Driving with the presence of cannabis or amphetamine in an oral fluid sample

drug offence lawyer

This is colloquially known as a “s111 offence”, because that’s the section of the Roads Transport Act that renders driving with the presence of a drug, in your saliva, an offence.  But not any drug…… read on.

The mobile drug testing (“MDT”) units are limited to testing only for cannabis (pot, weed, green, hash, mull, dope, reefer, …..whatever has cannabis resin in it) and for the “amphetamine family” – MDMA, speed, ice, ecstasy, ketamine, (and other drugs that include an amphetamine – I’m sure there’s heaps I don’t know of.)  In short, the cannabis and amphetamine families of drugs.

You do not need to be impaired by the drug.  You don’t have to be “under the influence”.  If your driving under the influence, that’s a different offence! (s112).  To be clear about this: to be charged, you simply have to ingested/used drugs in the cannabis or amphetamine* family of drugs possibly days (maybe even weeks!), before you are given the Mobile Drug Test. (Unlike drink-driving – where you have to be impaired or affected by alcohol to be charged, over .05, with mobile drug testing, you do not have to be impaired to be charged.)

What happens then?:

If the first test, being the saliva sample at the roadside, shows a positive result to you having used/ingested the drug, then it’s back to the police station for a second test – generally the Drager test.  A machine at the police station that takes another fluid sample and tests it for the cannabis or amphetamine family of drugs.  (These Drager tests are often unreliable, and return a negative result, despite the first test at the roadside being positive.  Often people leave the police station thinking they are clear, but there’s a third test.)

Whether the Drager test is positive or negative, there is a third test.  The Forensics unit of the Police (called FASS) conduct this third test and it often takes weeks for the sample to be tested and the local police to be notified of the result.  If this FASS test is positive, the driver will be charged.  Often people who tested positive at the roadside, then leave the police station after the Drager test returning a negative result and think “phew, it was negative, I’m in the clear” – but they are unaware that their sample is being tested by FASS.

Then the Court Attendance Notice turns up with a court date, and sets out the charge:

S111 of the Road Transport Act: Driving with the presence of cannabis or amphetamine in an oral fluid sample

It is also an offence to drive with other drugs (such as cocaine, morphine, heroin, etc) present in a urine or blood sample, but clearly these urine and blood tests are not conducted at the roadside, under the current mobile drug-testing (“MDT”) regime.  The MDT is a saliva test.  If the police suspect another drug is present in a person’s system, the driver may be tested by urine or blood analysis.

 

This is NOT legal advice.  This is designed to take some of the mystery out of the law for ‘google-lawyers’.  I repeat – it is not legal advice.  But we hope it helps.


→ YOUR GOAL:
Word for word, copy the line that contains "find <b>man</b> in" and each line after it in the data below. Pictures stay out of the copy.

→ DATA SUPPLIED:
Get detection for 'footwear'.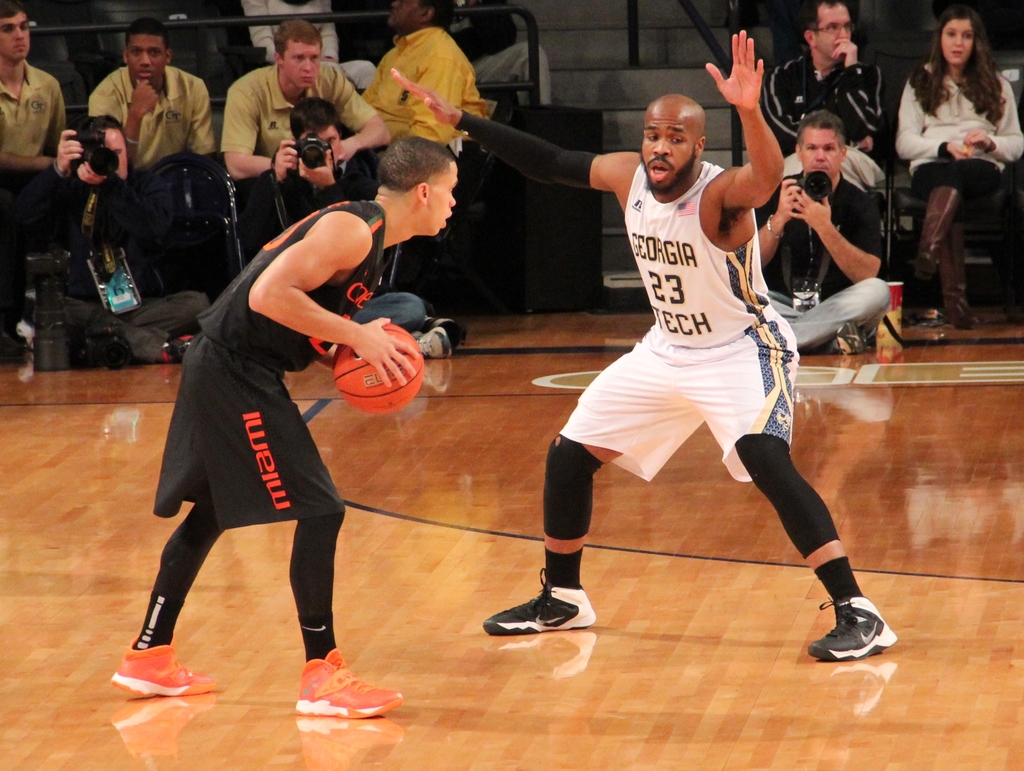
Detection: 483, 570, 595, 635.
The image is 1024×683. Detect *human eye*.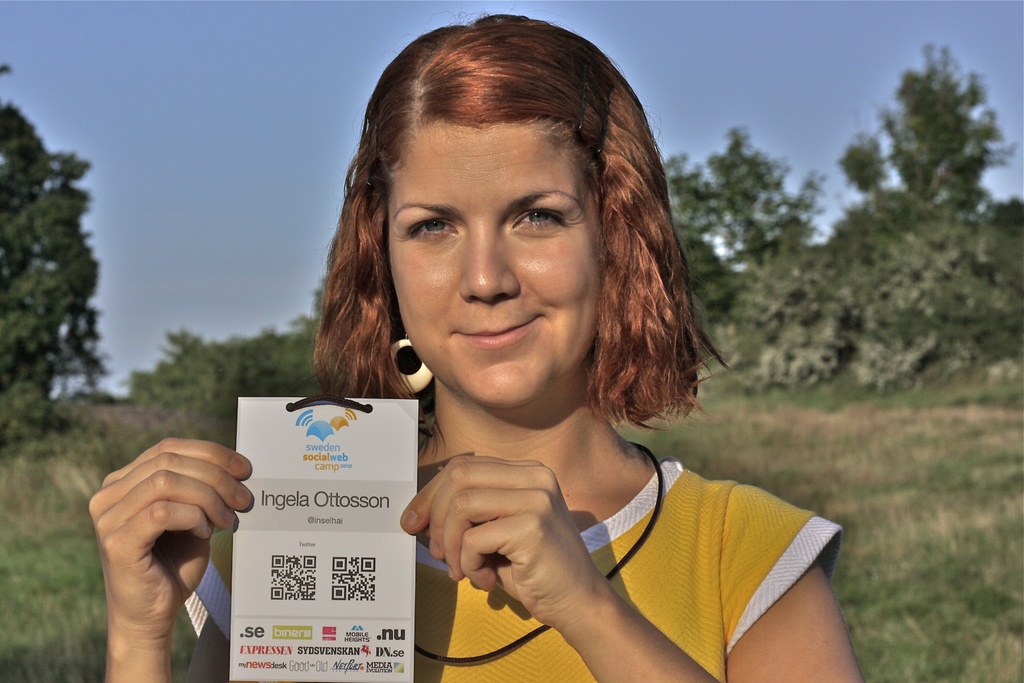
Detection: [x1=405, y1=215, x2=460, y2=245].
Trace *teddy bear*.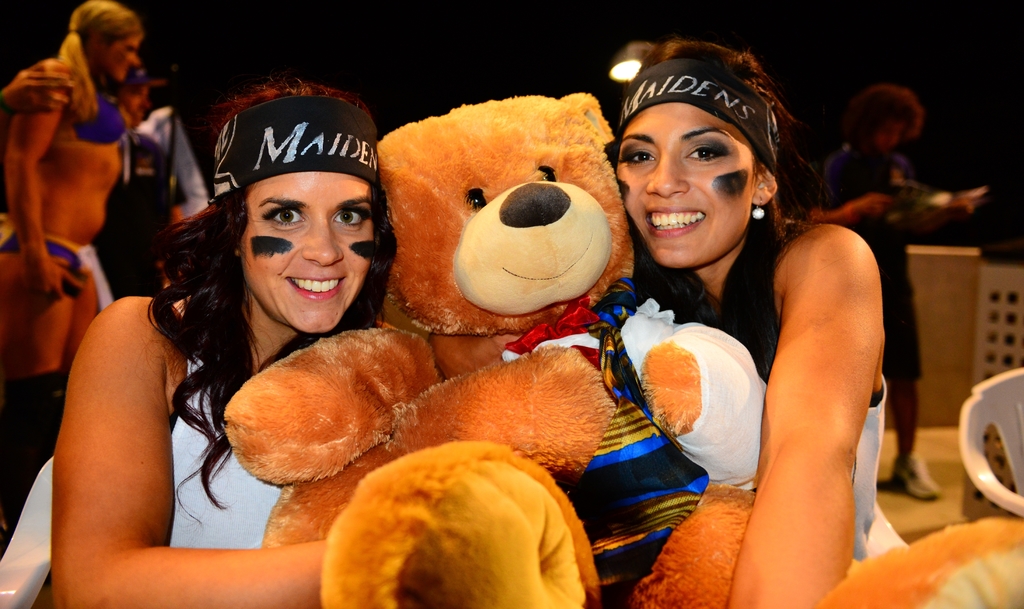
Traced to x1=225, y1=91, x2=1023, y2=608.
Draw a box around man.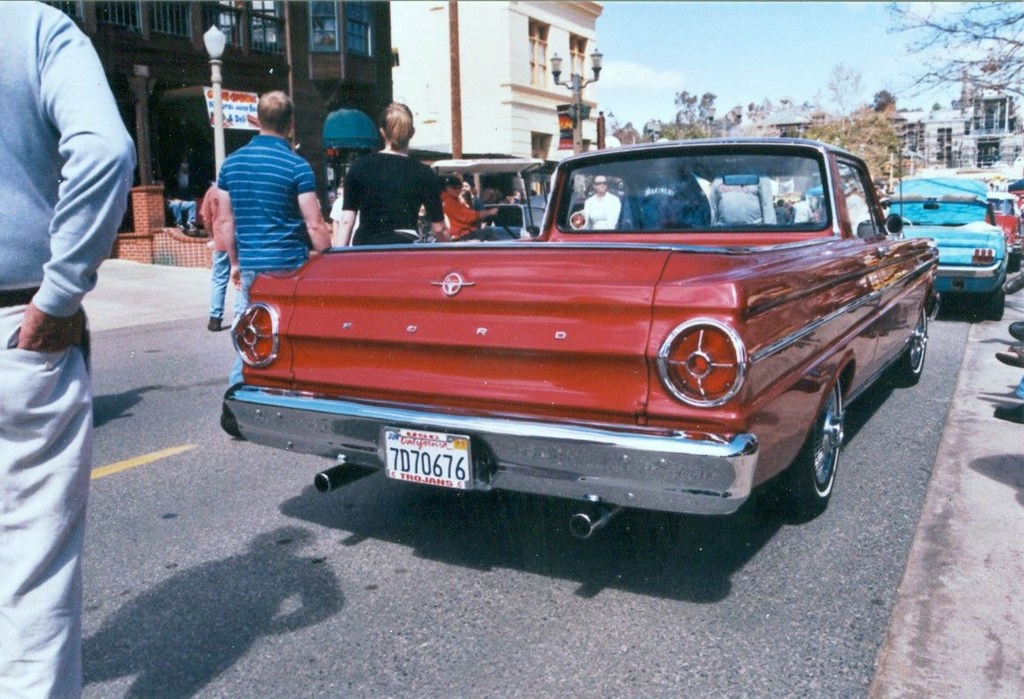
crop(196, 93, 324, 294).
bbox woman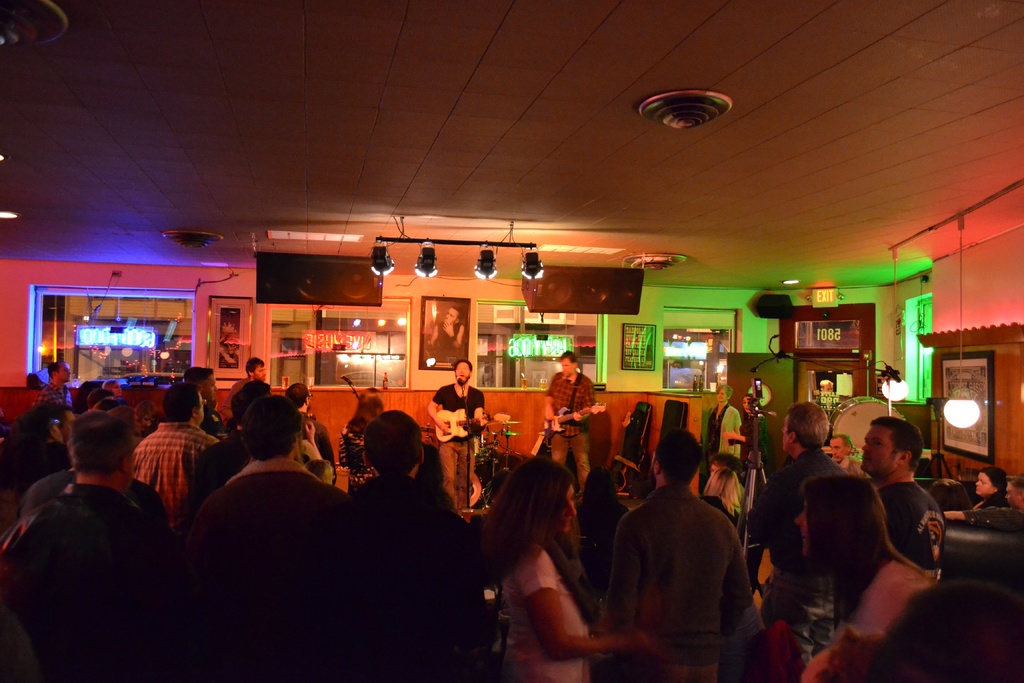
[x1=974, y1=465, x2=1009, y2=511]
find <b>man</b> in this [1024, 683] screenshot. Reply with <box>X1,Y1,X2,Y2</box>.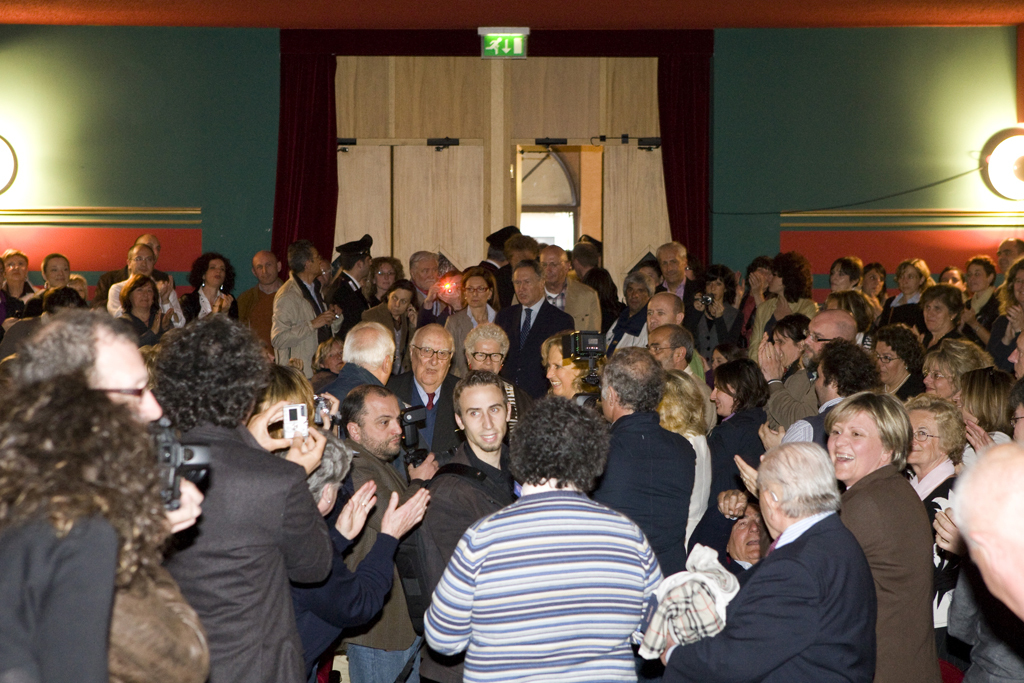
<box>653,240,697,330</box>.
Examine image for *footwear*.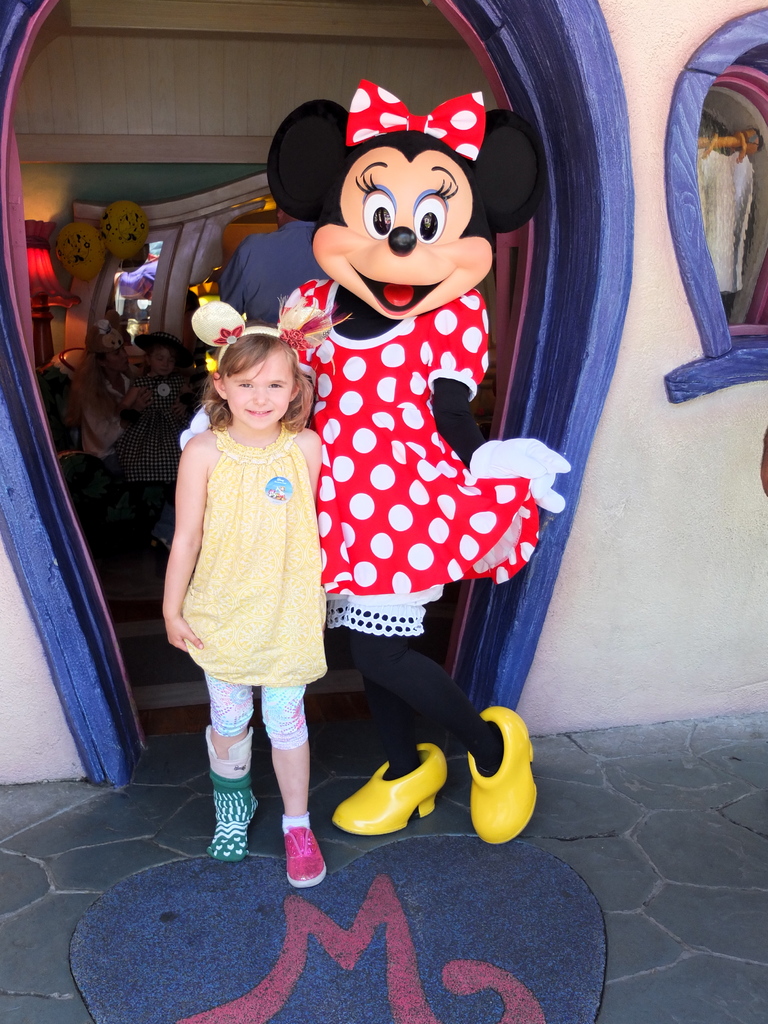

→ PROBLEM SOLUTION:
find <b>man</b> in this [1024, 683] screenshot. Reply with <box>X1,Y1,X2,Y2</box>.
<box>653,240,697,330</box>.
Examine image for *footwear*.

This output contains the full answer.